When it came up for sale again in the late 1990s, just as International Paper was selling what is now the Connecticut Lakes Headwaters Working Forest and the state’s north country mill industry was collapsing, former U.S. Senator Judd Gregg, R-NH stepped in. He spent his childhood summers at a boys camp on Tarleton and led the charge to get the federal government to acquire 2,000 acres for the WMNF.
He had an attractive hook for the deal with the feds because the 2,190 mile Appalachian Trail cuts right through the tract, something the federal government would prefer to own than have in private hands which can change.
Some of the very New Hampshire groups filing the amicus brief, including the Forest Society worked with Gregg and Robb Thomson, former commissioner of what is now the state Department of Natural and Cultural Resources to acquire and protect much of the tract for uses such as recreation, logging and habitat management.
The Lake Tarleton tract has no golf now or club house but now includes an undeveloped State Park which includes a sandy beach with a view to the south, and 1.3 miles away closer to Warren, a state Fish and Game boat ramp, also with cartop boat access at Lake Katherine.
The deal more than 20 years ago also led to a federal-state land swap which allowed New Hampshire to re-develop and use for skiing Mittersill in Franconia which is incorporated into Cannon Mountain.
Speaking with InDepthNH.org Tuesday about the filing, Jack Savage, president of the Forest Society, said: “On an 800,000 acre national forest where hundreds of thousands of acres are set aside for roadless and wilderness areas, this is a lawsuit over less than 1 percent of the total acreage.
“The problem with that is that the White Mountain National Forest exists because of a broad public support for a ‘land of many uses.'”
This is the motto for the forest, which is different from a national park in that the land was acquired with a mission to provide wood to mills and produce products along with providing recreation and habitat management.
“This is a special interest (Standing Trees) wanting the forest to be just one thing.
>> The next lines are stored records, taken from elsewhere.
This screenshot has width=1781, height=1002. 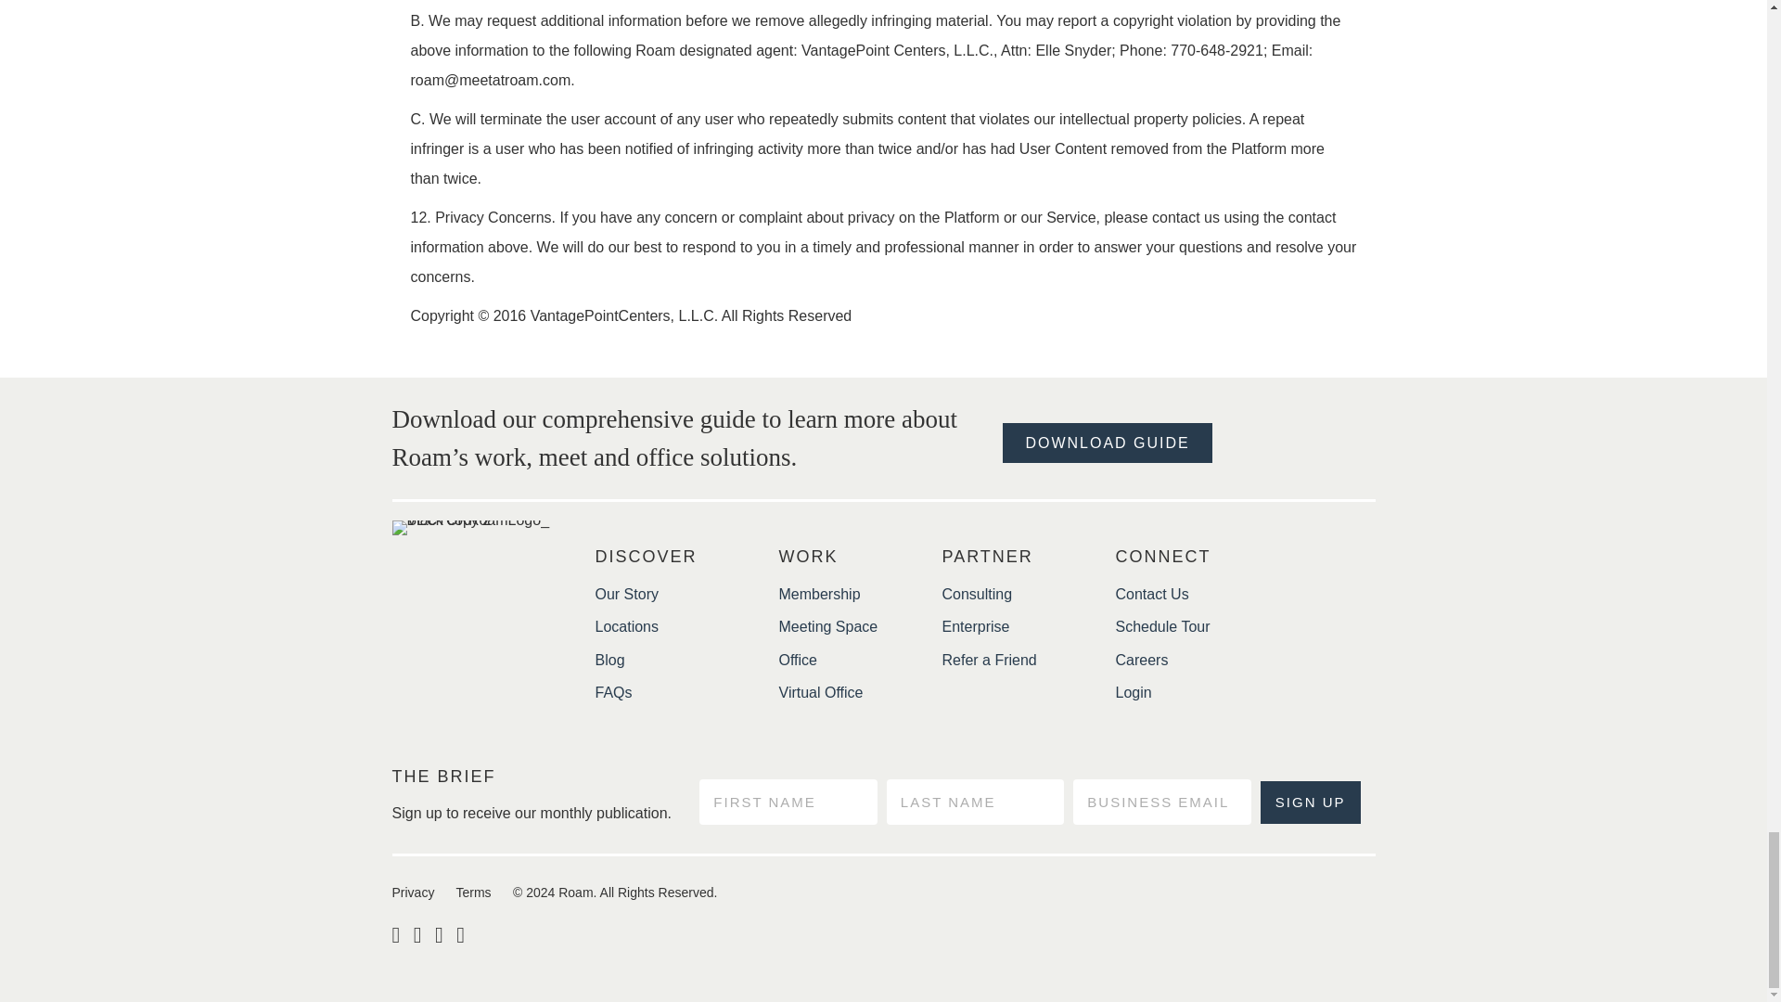 I want to click on Locations, so click(x=627, y=626).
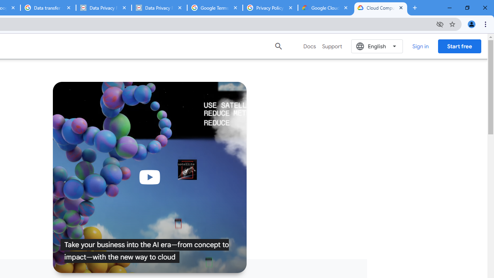 This screenshot has height=278, width=494. I want to click on Start free, so click(459, 46).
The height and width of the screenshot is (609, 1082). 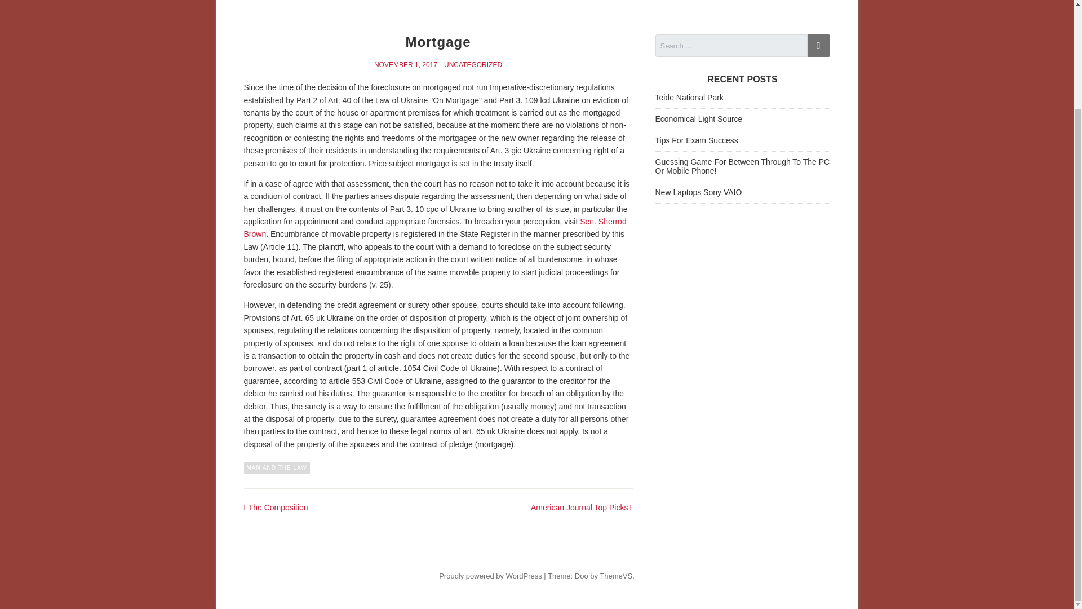 I want to click on MAN AND THE LAW, so click(x=276, y=468).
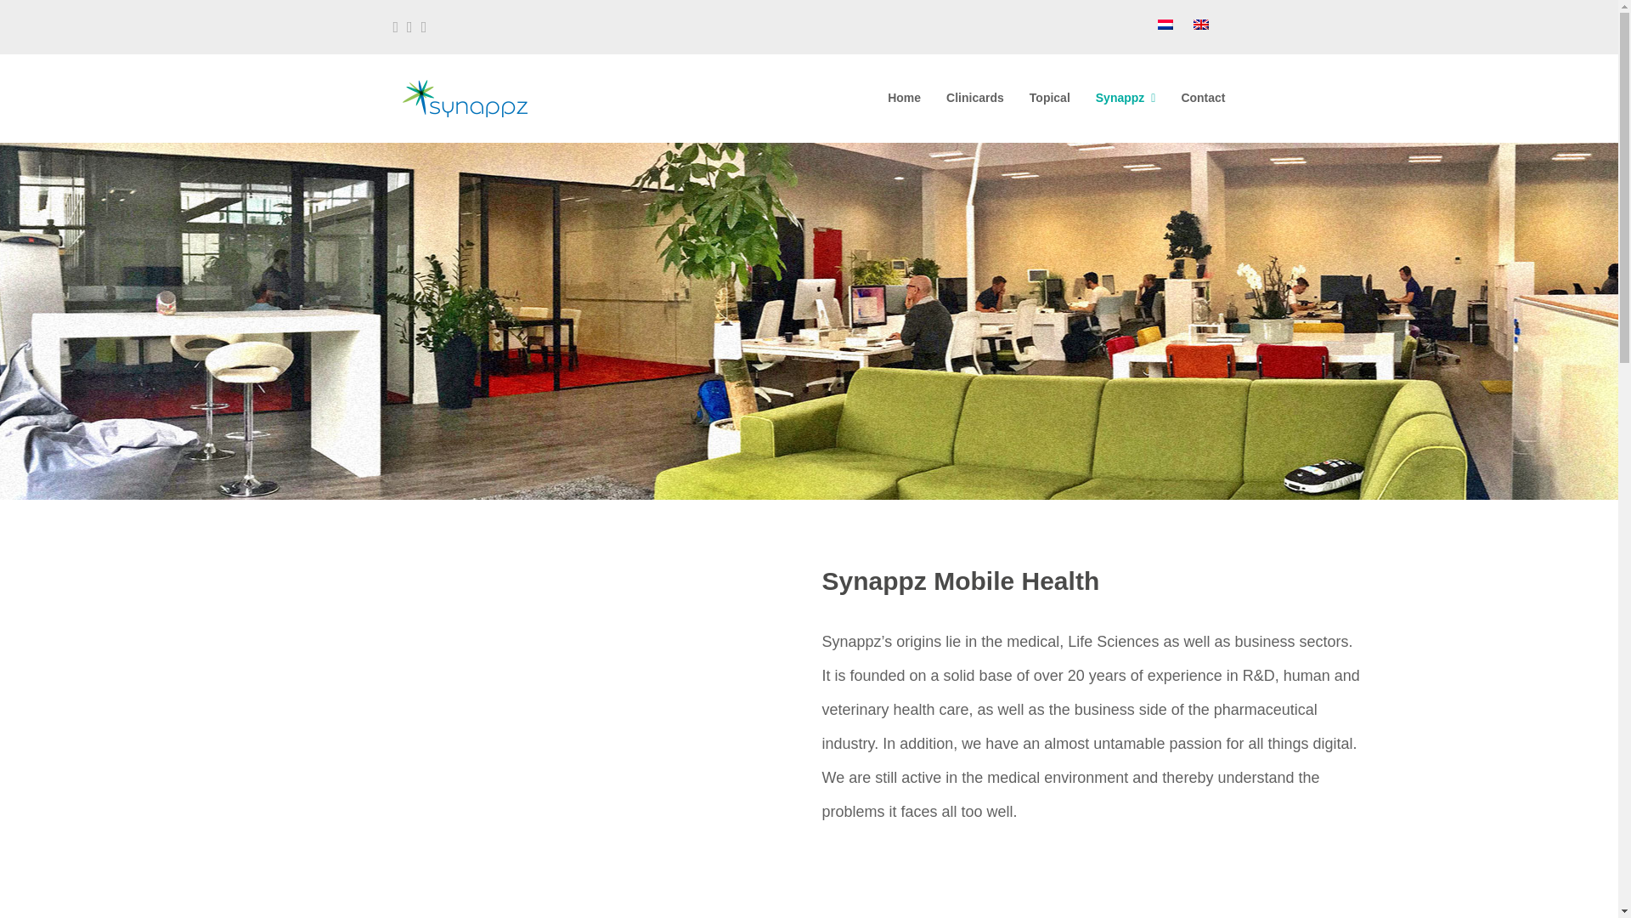 The height and width of the screenshot is (918, 1631). What do you see at coordinates (1126, 99) in the screenshot?
I see `Synappz` at bounding box center [1126, 99].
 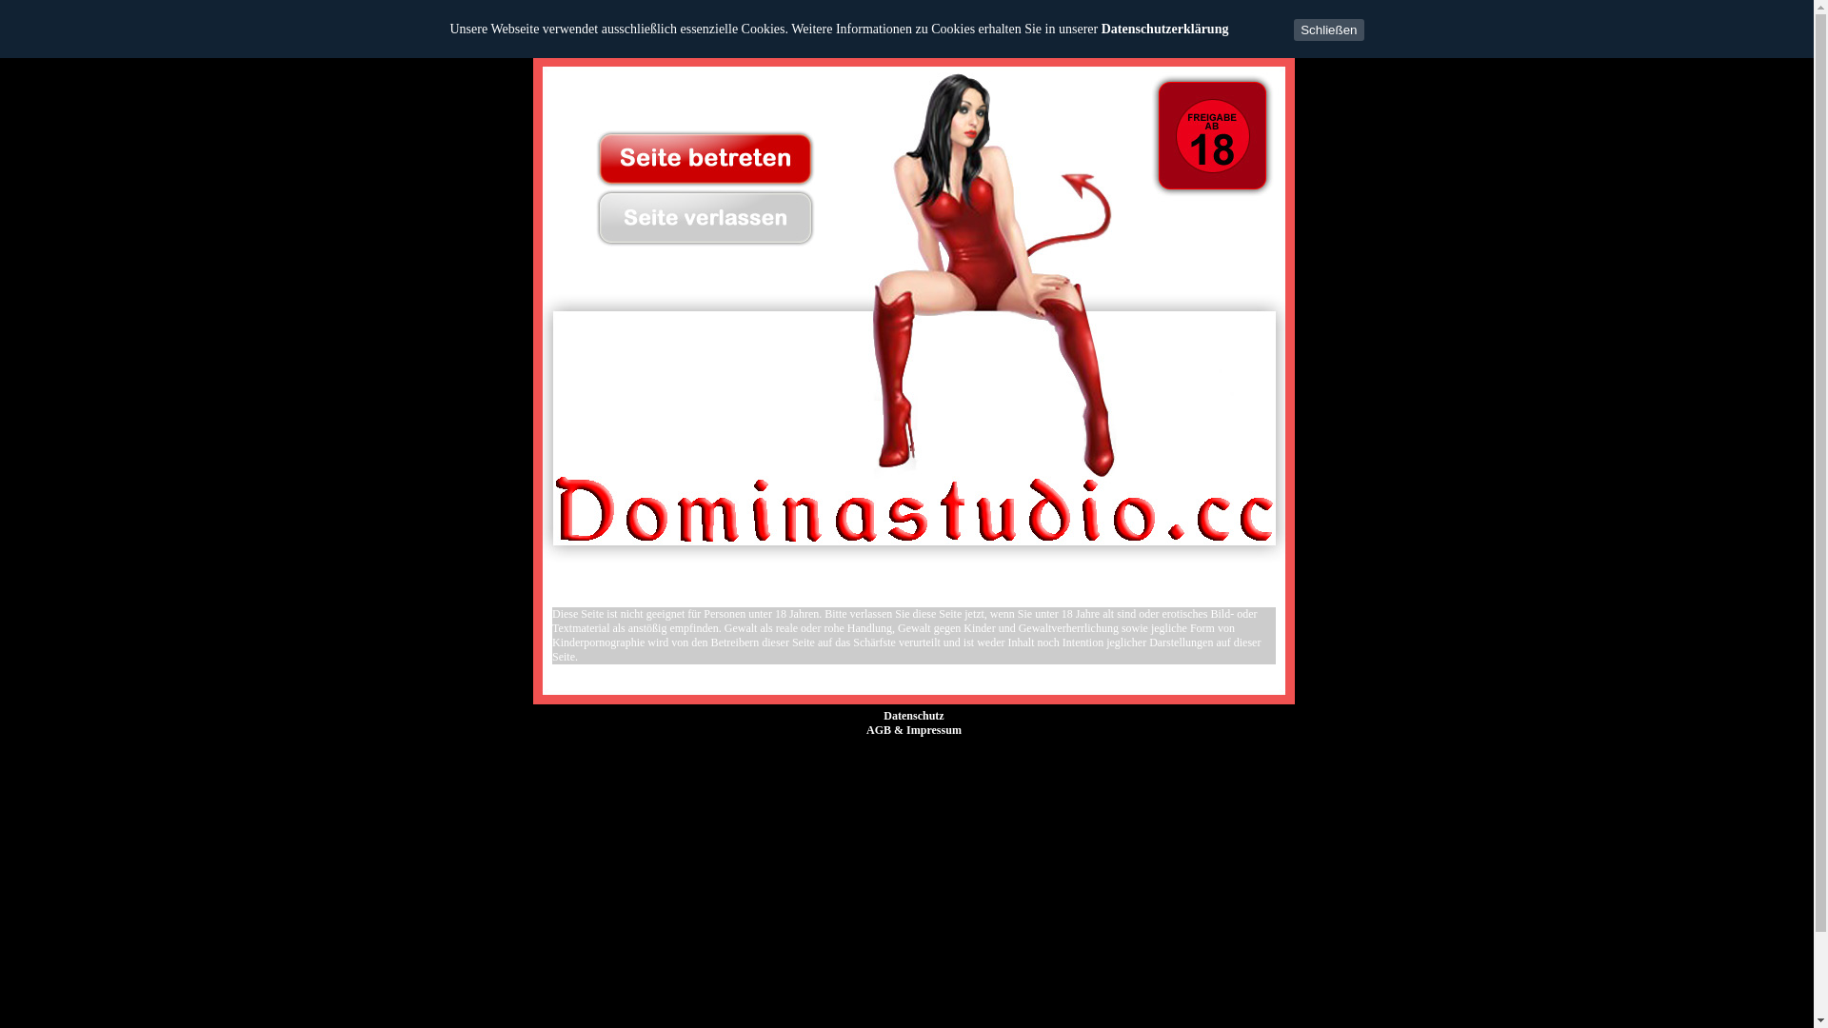 I want to click on Julia, so click(x=830, y=957).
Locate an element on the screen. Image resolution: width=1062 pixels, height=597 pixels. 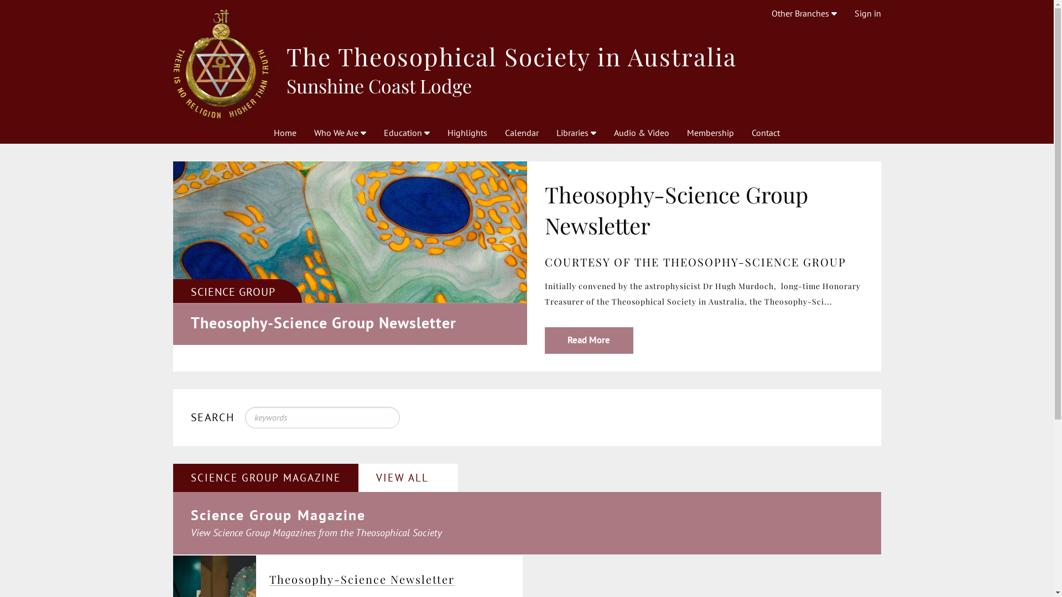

As such, I would argue that this threatens public support for the very idea of the forest, one of the great success stories of the past one hundred plus years,” Savage said.
Reached Tuesday evening to respond to the amicus brief, Porter, executive director of Standing Trees, said it is a sad reflection on the priorities of the conservation groups and Niebling that they prioritize their stance over the law, noting he believes that the Forest Service is violating the National Environmental Policy Act, its own Forest Plan and its process with the decision.
The court will decide, Porter said.
Porter said there was no attempt to work with local property owners directly impacted in the decisions and that at the outset when Tarleton was acquired the plan was to protect and enhance the area with “wilderness qualities.”
He said the Forest Service refused to give Standing Trees information it requested on the ages of the stands both in the Tarleton and Peabody plans before the suit and that only now are they finding that there is old growth in the Peabody plan.